Size of structure with bit fields

雨燕双飞 提交于 2019-12-06 05:24:49
sampathsris

When you tell the C compiler this:

int bit1 : 1

It interprets it as, and allocates to it, an integer; but refers to it's first bit as bit1.

So if we consider your code:

struct value
{
    int bit1 : 1;
    int bit2 : 4;
    int bit3 : 4;
} bit;

What you are telling the compiler is this: Take necessary number of the ints, and refer to the chunks bit 1 as bit1, then refer to bits 2 - 5 as bit2, and then refer to bits 6 - 9 as bit3.

Since the complete number of bits required are 9, and an int is 32 bits (in your computer's architecture), memory space of only 1 int is required. Thus you get the size as 4 (bytes).

Instead, if you were to define the struct using chars, since char is 8 bits, the compiler would allocate the memory space of two chars for each struct value. And you will get 2 (bytes) as your output.

Because C requests to pack the bits in the same unit (here one signed int / unsigned int):

(C99, 6.7.2.1p10) "If enough space remains, a bit-field that immediately follows another bit-field in a structure shall be packed into adjacent bits of the same unit"

The processor just likes chucking around 32 bits in one go - not 9, 34 etc.

It just rounds it up to what the processor likes. (Keep the worker happy)

标签
易学教程内所有资源均来自网络或用户发布的内容,如有违反法律规定的内容欢迎反馈
该文章没有解决你所遇到的问题?点击提问,说说你的问题,让更多的人一起探讨吧!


EXERCISE OBJECTIVE: For each line of the data below that holds "open", copy the line.

Records excerpted from a collection
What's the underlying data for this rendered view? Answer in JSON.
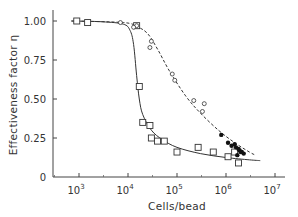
{
  "chart_data": {
    "type": "scatter",
    "title": "",
    "xlabel": "Cells/bead",
    "ylabel": "Effectiveness factor η",
    "xscale": "log",
    "xlim": [
      500,
      10000000
    ],
    "ylim": [
      0,
      1.05
    ],
    "x_ticks": [
      {
        "value": 1000,
        "label": "10",
        "exp": "3"
      },
      {
        "value": 10000,
        "label": "10",
        "exp": "4"
      },
      {
        "value": 100000,
        "label": "10",
        "exp": "5"
      },
      {
        "value": 1000000,
        "label": "10",
        "exp": "6"
      },
      {
        "value": 10000000,
        "label": "10",
        "exp": "7"
      }
    ],
    "y_ticks": [
      {
        "value": 0,
        "label": "0"
      },
      {
        "value": 0.25,
        "label": "0.25"
      },
      {
        "value": 0.5,
        "label": "0.50"
      },
      {
        "value": 0.75,
        "label": "0.75"
      },
      {
        "value": 1.0,
        "label": "1.00"
      }
    ],
    "grid": false,
    "legend": null,
    "series": [
      {
        "name": "open squares",
        "marker": "square-open",
        "points": [
          [
            900,
            1.0
          ],
          [
            1500,
            0.99
          ],
          [
            15000,
            0.97
          ],
          [
            17000,
            0.58
          ],
          [
            20000,
            0.35
          ],
          [
            28000,
            0.33
          ],
          [
            30000,
            0.25
          ],
          [
            40000,
            0.23
          ],
          [
            55000,
            0.23
          ],
          [
            100000,
            0.16
          ],
          [
            270000,
            0.19
          ],
          [
            550000,
            0.16
          ],
          [
            1100000,
            0.13
          ],
          [
            1500000,
            0.16
          ],
          [
            1800000,
            0.09
          ]
        ]
      },
      {
        "name": "open circles",
        "marker": "circle-open",
        "points": [
          [
            7000,
            0.99
          ],
          [
            15000,
            0.97
          ],
          [
            13000,
            0.96
          ],
          [
            30000,
            0.87
          ],
          [
            28000,
            0.83
          ],
          [
            80000,
            0.66
          ],
          [
            90000,
            0.62
          ],
          [
            330000,
            0.42
          ],
          [
            360000,
            0.47
          ],
          [
            220000,
            0.49
          ]
        ]
      },
      {
        "name": "filled circles",
        "marker": "circle-filled",
        "points": [
          [
            800000,
            0.27
          ],
          [
            1100000,
            0.22
          ],
          [
            1300000,
            0.2
          ],
          [
            1500000,
            0.21
          ],
          [
            1600000,
            0.19
          ],
          [
            1800000,
            0.18
          ],
          [
            1900000,
            0.17
          ],
          [
            2000000,
            0.16
          ],
          [
            2100000,
            0.16
          ],
          [
            2300000,
            0.15
          ],
          [
            1700000,
            0.14
          ]
        ]
      }
    ],
    "curves": [
      {
        "name": "model fit (solid)",
        "style": "solid",
        "points": [
          [
            700,
            1.0
          ],
          [
            3000,
            0.995
          ],
          [
            8000,
            0.98
          ],
          [
            11000,
            0.94
          ],
          [
            13000,
            0.85
          ],
          [
            15000,
            0.65
          ],
          [
            17000,
            0.5
          ],
          [
            20000,
            0.4
          ],
          [
            30000,
            0.3
          ],
          [
            50000,
            0.24
          ],
          [
            100000,
            0.19
          ],
          [
            300000,
            0.15
          ],
          [
            1000000,
            0.125
          ],
          [
            3000000,
            0.11
          ],
          [
            5000000,
            0.105
          ]
        ]
      },
      {
        "name": "model fit (dashed)",
        "style": "dashed",
        "points": [
          [
            700,
            1.0
          ],
          [
            8000,
            0.99
          ],
          [
            15000,
            0.965
          ],
          [
            25000,
            0.92
          ],
          [
            40000,
            0.82
          ],
          [
            70000,
            0.68
          ],
          [
            150000,
            0.52
          ],
          [
            300000,
            0.41
          ],
          [
            700000,
            0.3
          ],
          [
            1500000,
            0.22
          ],
          [
            3000000,
            0.16
          ],
          [
            4000000,
            0.14
          ]
        ]
      }
    ]
  }
}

ANSWER FOR THE TASK:
        "name": "open squares",
        "marker": "square-open",
        "name": "open circles",
        "marker": "circle-open",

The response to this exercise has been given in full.